INFORMATION GIVEN below:

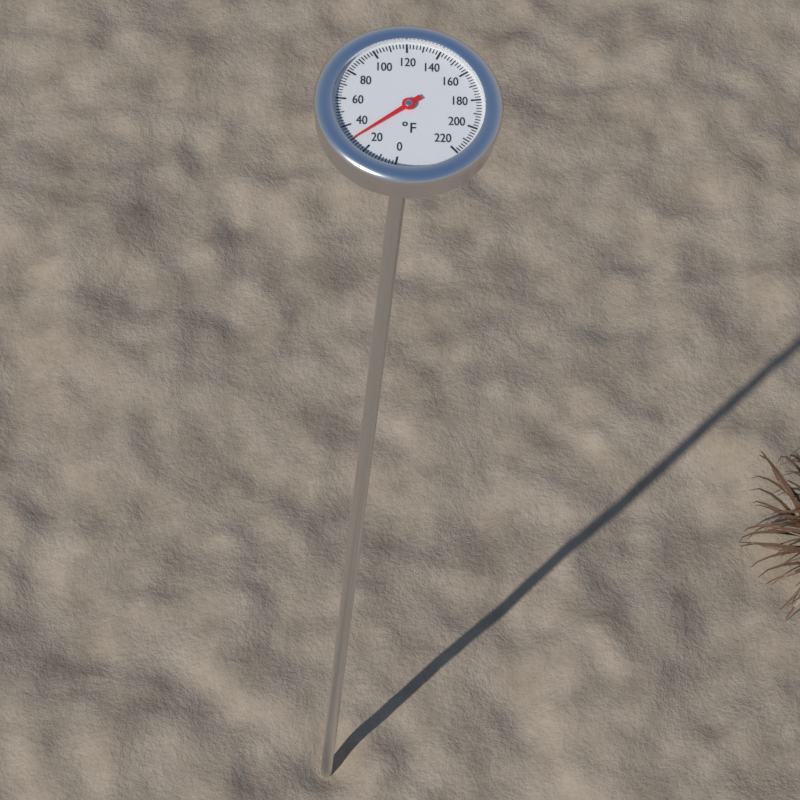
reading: 30 °F
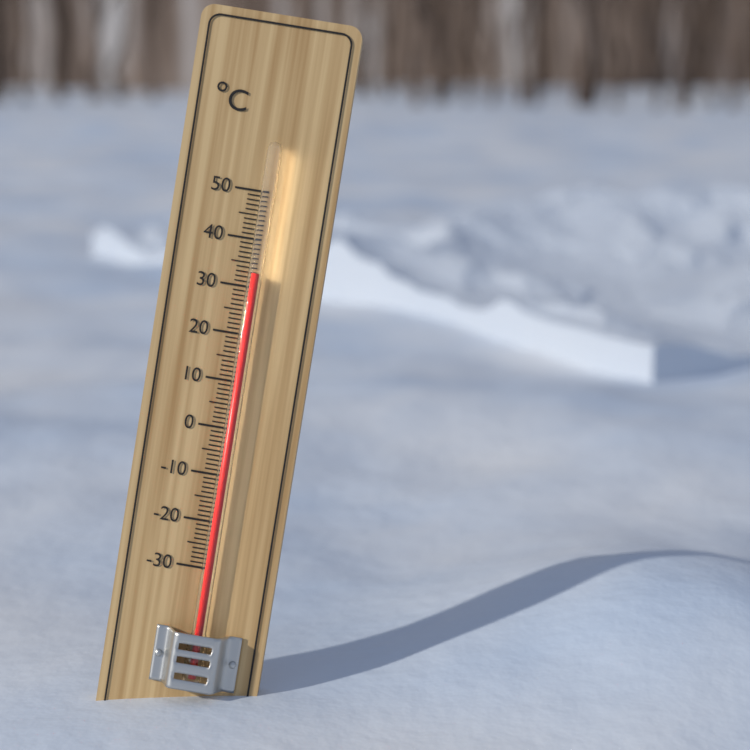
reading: 33 °C
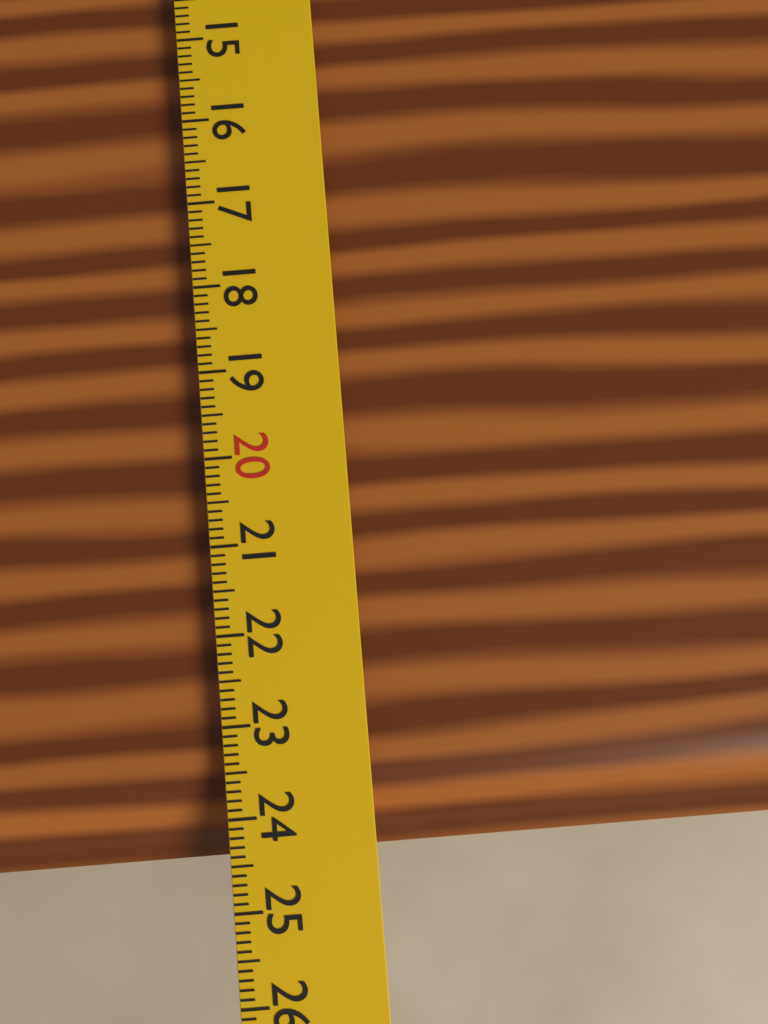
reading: 24.5 cm
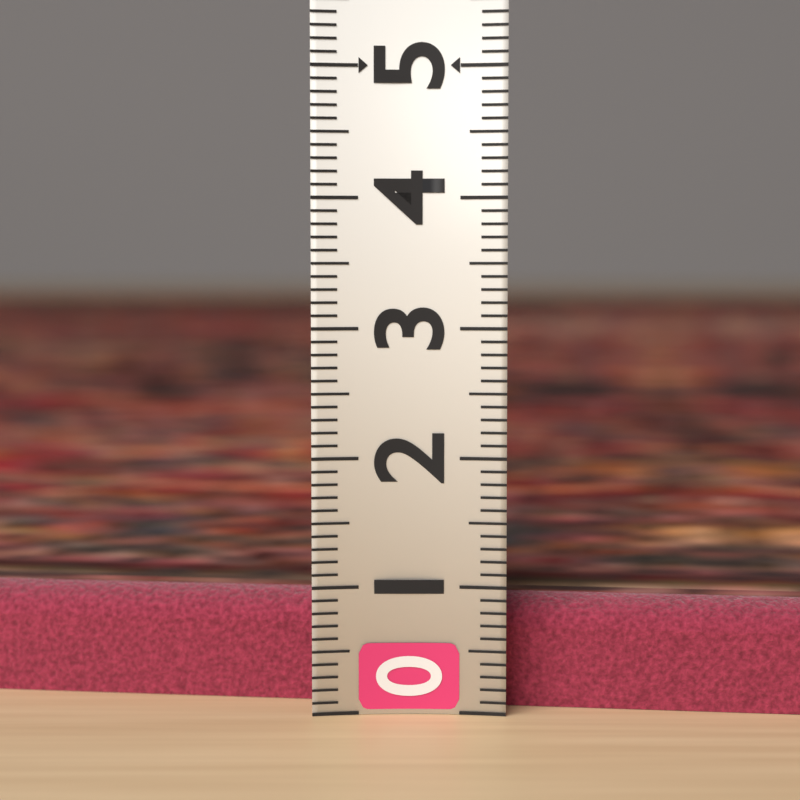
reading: 0.9 (no unit)
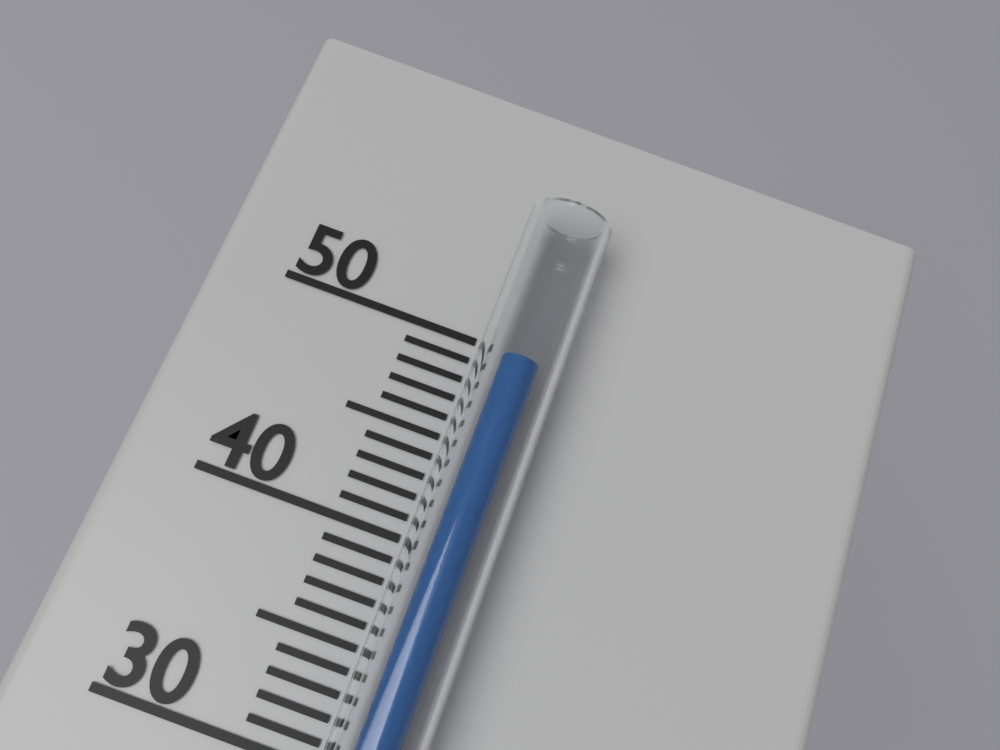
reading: 49 °C
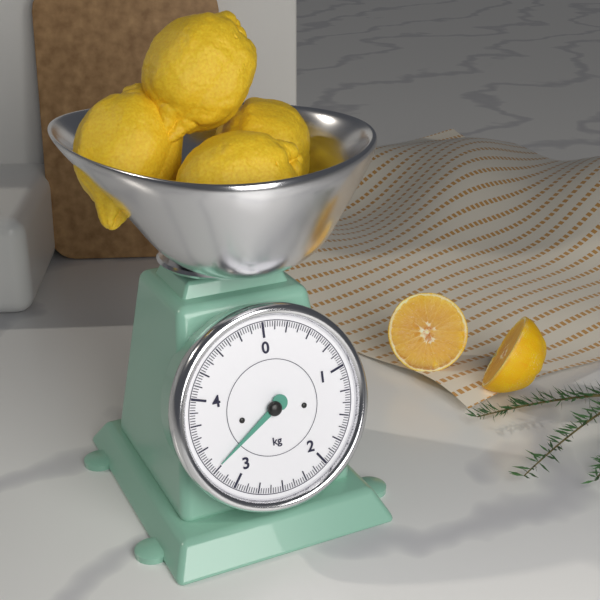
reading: 3.275 kg
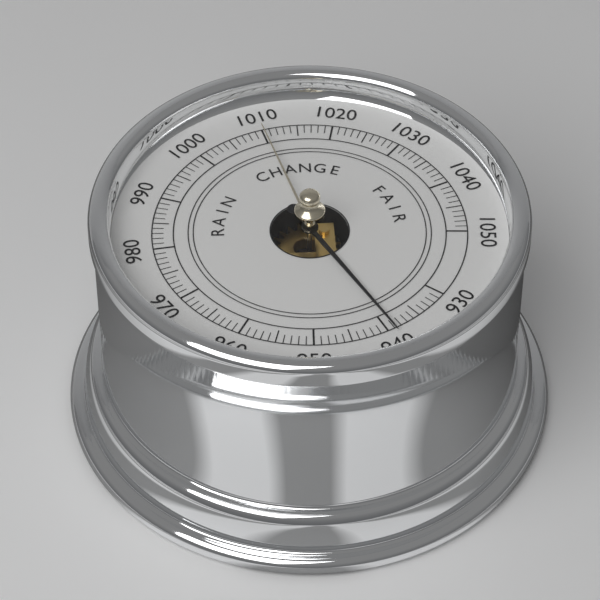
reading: 939 (no unit)
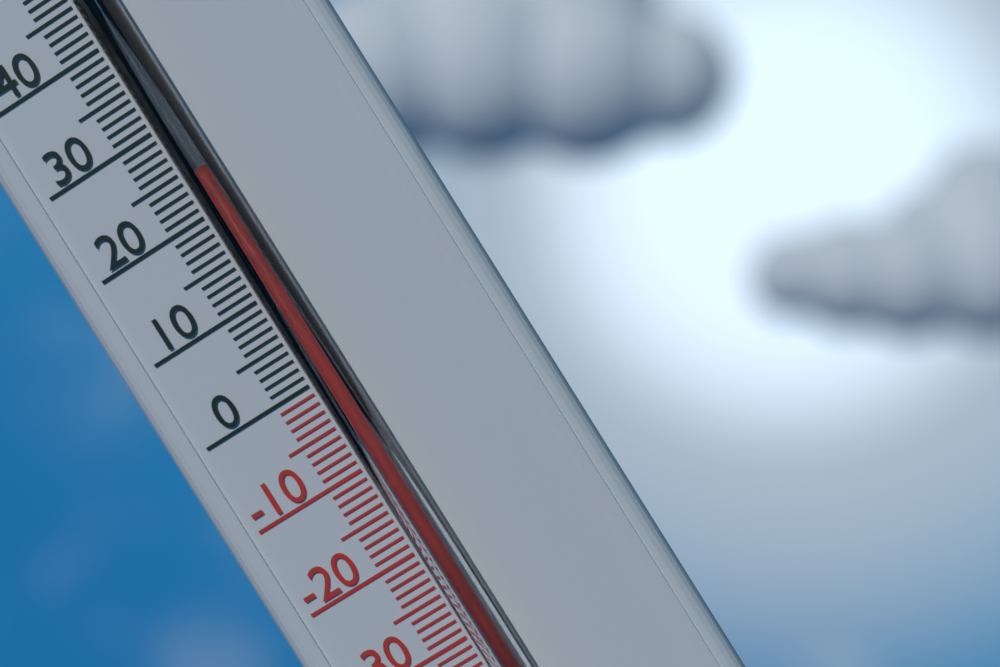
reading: 23 °C
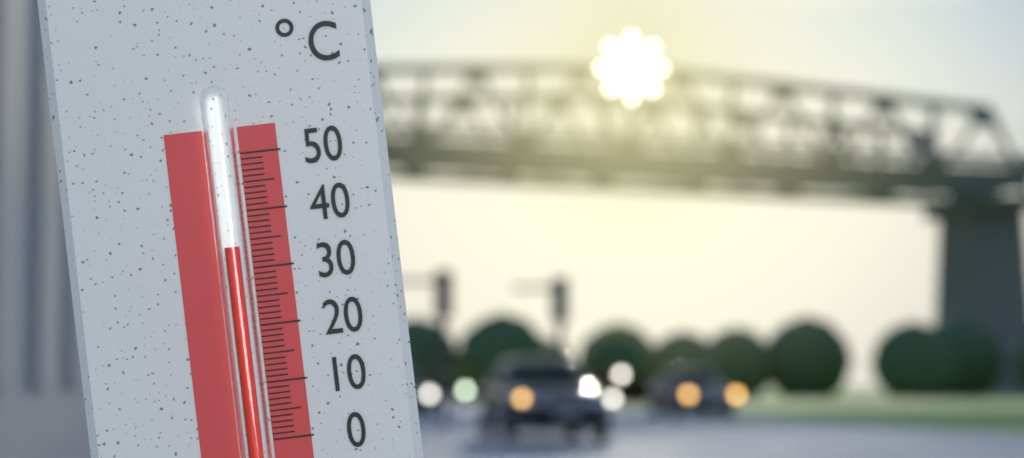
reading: 34 °C
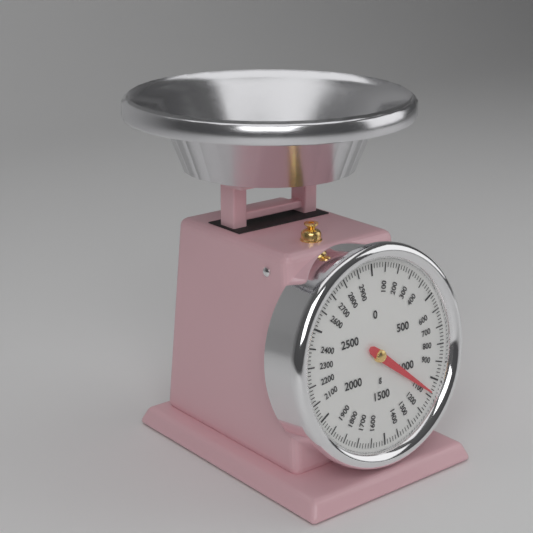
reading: 1080 g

End of INFORMATION GIVEN.

# [WHAT THE TASK ASKS]
Omit the pictures and print again exactly the lines from the one with "reading: 24.5 cm" through the final line of the entries, both ends included.

# [YOUR SOLUTION]
reading: 24.5 cm
reading: 0.9 (no unit)
reading: 49 °C
reading: 3.275 kg
reading: 939 (no unit)
reading: 23 °C
reading: 34 °C
reading: 1080 g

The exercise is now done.